A few months ago I took a hairdresser friend as my date to the Roy McMakin exhibit I Continue to Believe in the Potential to Express Hope and Sorrow through Furniture at Western Bridge. McMakin’s work could be described, roughly, as a poetics of furniture and gender and domesticity. He loves furniture, plays with it, cuts it up, subverts it, makes it not-as-it-seems. I find it a bit too dry at times, and this was one of them. My friend and I watched his series of videos projected on walls in a dark room. The friend ended up making shadow puppets in the video installation. We sat on some chairs in the main hall of the gallery — they were peppered all around the space — and chatted.

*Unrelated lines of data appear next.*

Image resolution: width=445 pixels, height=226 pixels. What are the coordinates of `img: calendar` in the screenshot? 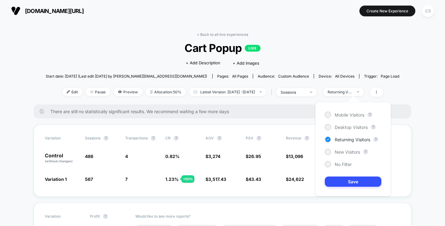 It's located at (195, 92).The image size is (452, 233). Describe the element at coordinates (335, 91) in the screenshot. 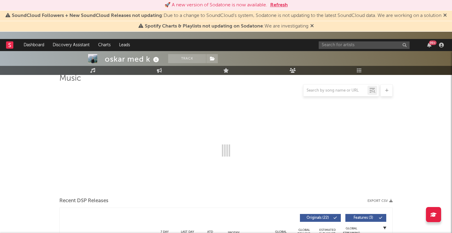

“I have a childlike gaze because I have ADD and I just think about food,” he says. “So I’m a harsh audience.”
He says that, but he’s also not stupid about art and counts a bevy of artists among his friends. Are we insincerely making apologies for our boredom? We meander to another room and sit down at a table painted half black, half white.
Western Bridge director Eric Fredericksen’s head pops up like a jack-in-the-box from a walkway overhead.

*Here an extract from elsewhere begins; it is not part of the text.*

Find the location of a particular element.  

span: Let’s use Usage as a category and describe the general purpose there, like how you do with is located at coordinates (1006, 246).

“You can’t sit there!” he yells.
“But I can sit on those?” I say, pointing to the installation of chairs in the adjoining room where we’d just been sitting.
“Yes!”
“But not these?”
“They’re not real seats,” Fredericksen persists.
“But they are real!”
“They’re not real, not tonight.”
We get up from the seats (Untitled, Ebonized white oak and enamel paint on Eastern maple, 2005) and shuffle away, equally amused and chagrined.

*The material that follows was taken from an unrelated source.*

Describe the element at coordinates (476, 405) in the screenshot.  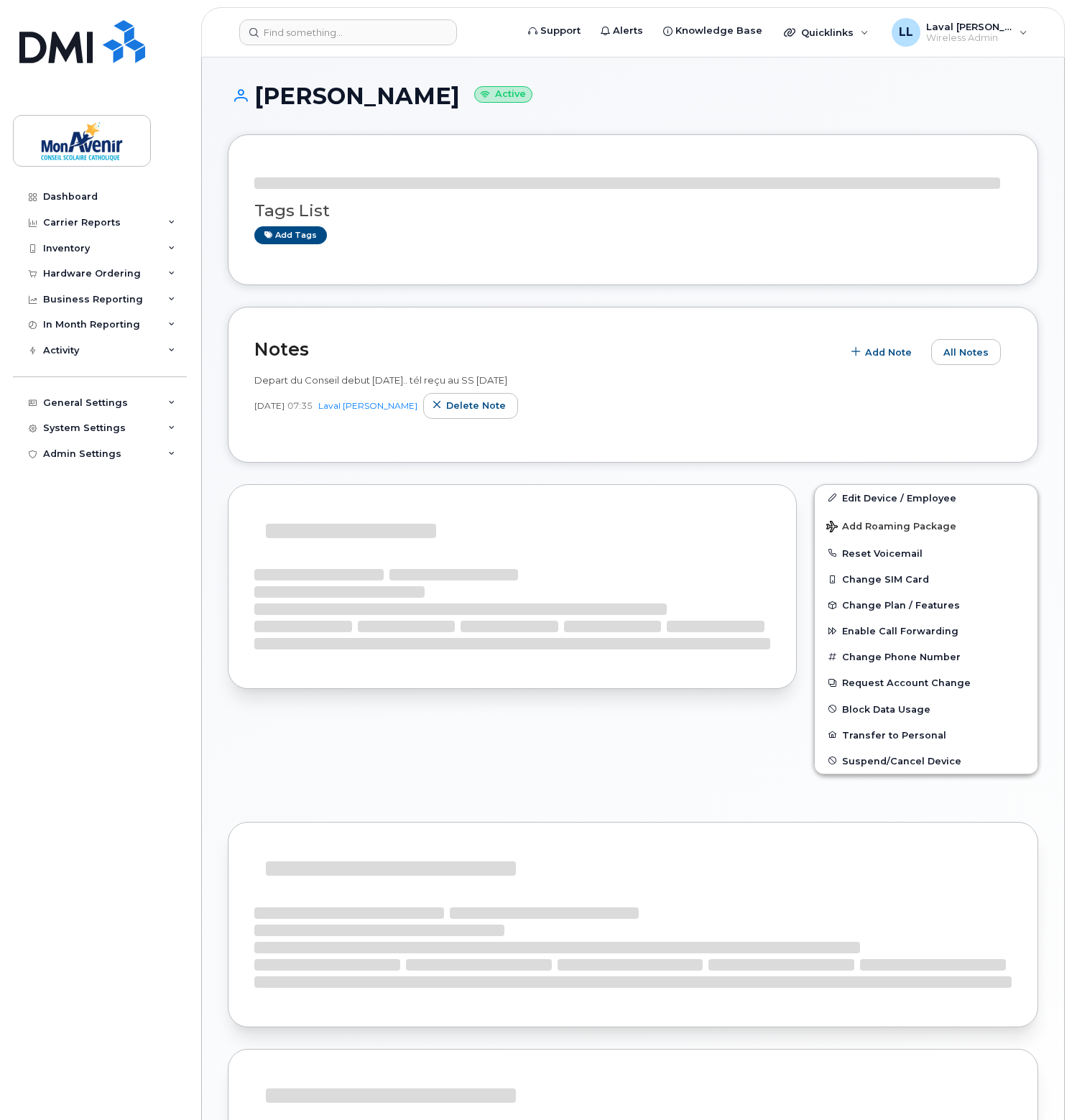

Did we just experience the mystery of McMakin’s work? Or merely get hand-slapped for an opening night faux pas? Must my tired ass and my ego be insulted by a poetics of furniture “realness” so rarefied I miss it altogether? It’s the kind of scenario you dread, the thing that keeps art walking virgins from going out (or at least insures you’ll want to prefunk with a few shots of gin beforehand to keep your courage up). Luckily, Western Bridge isn’t stingy with excellent Chardonnay.
The reward of searching for that one breathtaking moment sometimes outweighs art world anxiety. Towards the end of last Thursday’s art walk my photographer friend paused in front of a print at Greg Kucera. It was Jane Hammond’s From the Goose to the Girl, a game board edged with dreamy goldfish swimming around a spiral of hyper-colored graphic images. I fumbled my way through the French translation to try to decipher the runic instructions. We studied the iconography, enchanted by the richness of visual non sequiturs. This is the kind of moment I’m looking for: an unexpected laugh, a religious-like rush, visual overstimulation. I also want my childlike gaze sated sometimes.
Art is addictive like that. Sure, it’s masturbatory and self-indulgent, sometimes esoteric and nonsensical and overreachingly philosophical. But only insomuch as humans are, which is why it never ceases to be magic. (I always feel like I’m going off on some Dr. Who rant about how wonderful Earth and humans are when I speak of art in broad strokes, but it’s just how it is.) The riddles embedded in furniture, goldfish, board games and space travel are, in a sense, what it is to be human. I’ll always chase after it, even if it means occasionally sitting in the wrong chair like an idiot.
(Image courtesy of Greg Kucera Gallery: Jane Hammond, From the Goose to the Girl, 1999, Iris pring, relief with handcoloring, 27 x 26 3/3 in.)